3. Intentions: Intentions are decisions to act in a given
way. Intensions intervene between people's perceptions
and emotions and their overt behavior. There are two
different types of intentions:
i. Assertiveness: Attempting to satisfy one's own
concerns.
ii. Cooperativeness: Attempting to satisfy the other
party's concerns.
...Dimensions of Conflict-Handling Intentions:

i. Competing (High Assertiveness; Low Cooperation): A


desire to satisfy one's interests, regardless of the impact
on the other party to the conflict. (I Win, You Lose)
ii. Collaborating (High Assertiveness; High Cooperation):
A situation in which the parties to a conflict each desire
to satisfy fully the concerns of all parties. (I Win, You
Win)
iii. Avoiding (Low Assertiveness; Low Cooperation): The
desire to withdraw from or suppress a conflict. (No
Winners, No Losers)
iv.

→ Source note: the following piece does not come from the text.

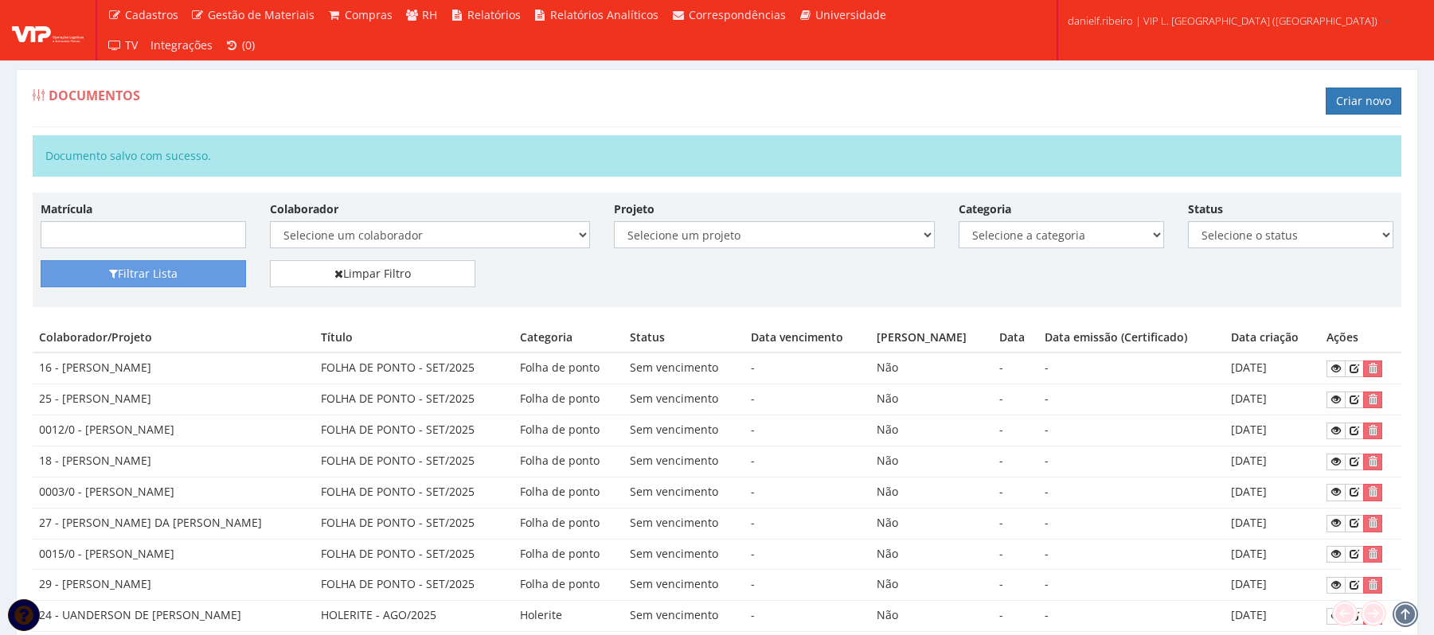 The image size is (1434, 635). Describe the element at coordinates (1363, 101) in the screenshot. I see `a: Criar novo` at that location.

Accommodating (Low Assertiveness; High
Cooperation): The willingness of one party in a conflict
to place the opponent's interests above his or her own. (I
Lose, You Win)
v. Compromising (In between Assertiveness and
Cooperation): A situation in which each party to a
conflict is willing to give up something. (You Bend, I
Bend)

4. Behavior: This is the stage where conflicts actually


become visible through yelling, fighting, or crying. This is
usually the most difficult stage because major issues
have to be resolved through conflict management.
Conflict Management: The use of resolution and
stimulation techniques to achieve the desired level of
conflict.

5. Outcomes: The action-reaction interplay between the


conflicting parties results in consequences. Based on the
way that conflict is handled, there are two possible
outcomes:
i. Functional Outcomes: Improve group's performance.
ii. Dysfunctional Outcomes: Decrease group's
performance.

Conflict Management Techniques

Conflict-Resolution Techniques
 Problem solving:
 Superordinate goals
 Expansion of resources
 Avoidance:
 Smoothing
 Compromise
 Authoritative command
 Altering the human variable
 Altering the structural variables

Problem solving:
Face-to-face meeting of the conflicting parties for the
purpose of identifying the problem and resolving it
through open discussion.
Superordinate goals
Creating a shared goal that cannot be attained without
the cooperation of each of the conflicting parties
Expansion of resources
When a conflict is caused by the scarcity of a resource
(for example, money, promotion. opportunities, office
space), expansion of the resource can create a win-win
solution
Avoidance:
Withdrawal from or suppression of the conflict.
Smoothing
Playing down differences while emphasizing common
interests between the conflicting parties.
Compromise
Each party to the conflict gives up something of value
Authoritative command
Management uses its formal authority to resolve the
conflict and then communicates its desires to the parties
involved.
Altering the human variable
Using behavioral change techniques such as human
relations training to alter attitudes and behaviors that
cause conflict
Altering the structural variables
Changing the formal organization structure and the
interaction patterns of conflicting parties through job
redesign, transfers, creation of coordinating positions
and the like.
Conflict-Stimulation Techniques
 Communication
 Bringing in outsiders
 Restructuring the organization
 Appointing a devil's advocate

Communication
Using ambiguous or threatening messages to increase
conflict levels
Bringing in outsiders
Adding employees to a group whose backgrounds,
values, attitudes, or managerial styles differ from those
of present members
Restructuring the organization
Realigning work groups, altering rules and regulations,
increasing interdependence; and making similar
structural changes to disrupt the status quo.
Appointing a devil's advocate
Designating a critic to purposely argue against the
majority positions held by the group.